My guest this week is Dereck Daschke whom I had the great pleasure of interviewing in Salt Lake City when we were both reviewing films at the Sundance Film Festival in January 2023 for the Journal of Religion and Film. Dereck teaches Religious Studies at Truman State University in Missouri and, like me, works in the area of religion and film.
We find out about Dereck’s dissertation in Graduate School on Freud and the apocalypse and Dereck reflects on whether film can be a stand in for religious experience. We also discuss apocalyptic revenge fantasies and the Mad Max films.
Dereck talks about his Lutheran upbringing in the Chicago suburbs and we find out why he has always been drawn to academia. He has a seminal memory of seeing 2001: A Space Odyssey in the basement of his local public library. We find out why this film made such an impact.
The psychology of transcendence has always interested Dereck, and we learn about Dereck’s interest in Bob Dylan and his memories of seeing Dylan and Tom Petty in concert in the mid-80s.
We talk about Dereck’s stand up comedy, and how there is a fine line between teaching and stand up, in terms of performance. We learn about the processes behind this as well as what Dereck learns from teaching, and how it can be so fulfilling.
We discover what made Dereck study religion, and how it overlaps with psychology and mental health, and why religion is a bone he can’t let go of, and we find out why films and religion are involved in the same sort of enterprise in terms of challenging the way we understand reality to work.
We discover why Twelve Monkeys and Monty Python and the Holy Grail are such pivotal films for Dereck, and we learn that Dereck is ordained to officiate at Dudeist weddings.
Then, towards the end of the interview, we find out what his younger self would have expected to do, and Dereck reflects on the question of what is the myth or story we are living through, and how we are in the middle of our own stories. We also learn why Dereck is more of a looking forward person today than he used to be.
  continue reading

197 episodes

Artwork
iconShare
 
Manage episode 357670271 series 2312064
Content provided by Chris Deacy and Nostalgia Interviews with Chris Deacy. All podcast content including episodes, graphics, and podcast descriptions are uploaded and provided directly by Chris Deacy and Nostalgia Interviews with Chris Deacy or their podcast platform partner. If you believe someone is using your copyrighted work without your permission, you can follow the process outlined here https://player.fm/legal.
My guest this week is Dereck Daschke whom I had the great pleasure of interviewing in Salt Lake City when we were both reviewing films at the Sundance Film Festival in January 2023 for the Journal of Religion and Film. Dereck teaches Religious Studies at Truman State University in Missouri and, like me, works in the area of religion and film.
We find out about Dereck’s dissertation in Graduate School on Freud and the apocalypse and Dereck reflects on whether film can be a stand in for religious experience. We also discuss apocalyptic revenge fantasies and the Mad Max films.

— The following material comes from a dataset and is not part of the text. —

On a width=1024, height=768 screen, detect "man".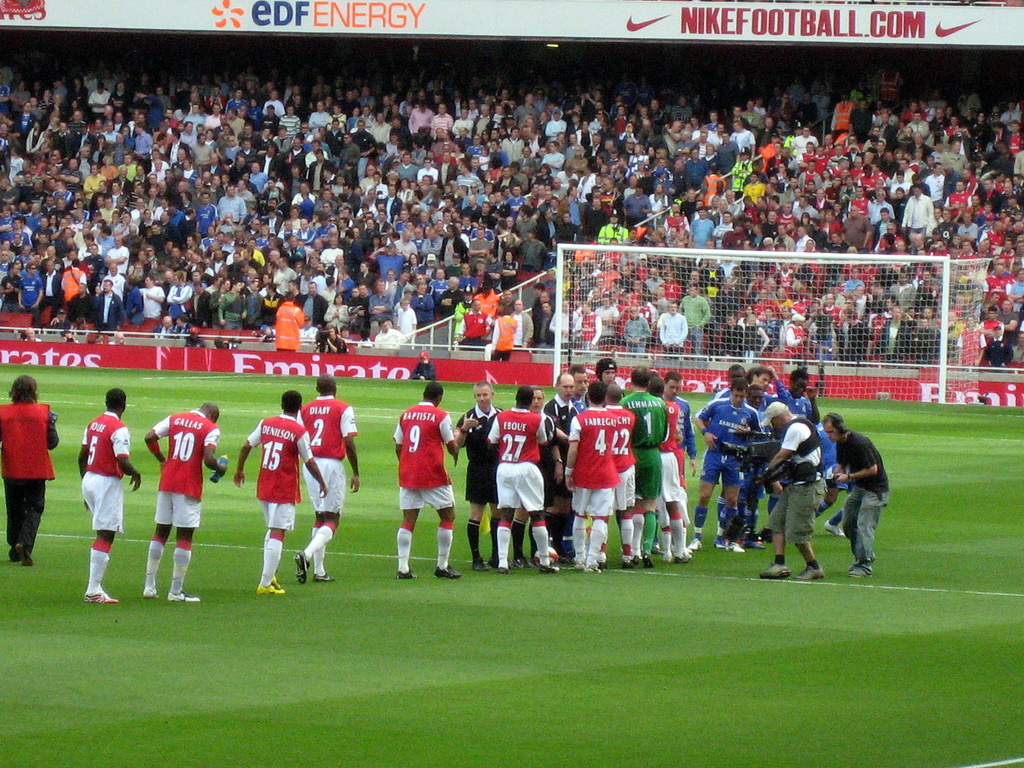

Dereck talks about his Lutheran upbringing in the Chicago suburbs and we find out why he has always been drawn to academia. He has a seminal memory of seeing 2001: A Space Odyssey in the basement of his local public library. We find out why this film made such an impact.
The psychology of transcendence has always interested Dereck, and we learn about Dereck’s interest in Bob Dylan and his memories of seeing Dylan and Tom Petty in concert in the mid-80s.
We talk about Dereck’s stand up comedy, and how there is a fine line between teaching and stand up, in terms of performance. We learn about the processes behind this as well as what Dereck learns from teaching, and how it can be so fulfilling.
We discover what made Dereck study religion, and how it overlaps with psychology and mental health, and why religion is a bone he can’t let go of, and we find out why films and religion are involved in the same sort of enterprise in terms of challenging the way we understand reality to work.
We discover why Twelve Monkeys and Monty Python and the Holy Grail are such pivotal films for Dereck, and we learn that Dereck is ordained to officiate at Dudeist weddings.
Then, towards the end of the interview, we find out what his younger self would have expected to do, and Dereck reflects on the question of what is the myth or story we are living through, and how we are in the middle of our own stories. We also learn why Dereck is more of a looking forward person today than he used to be.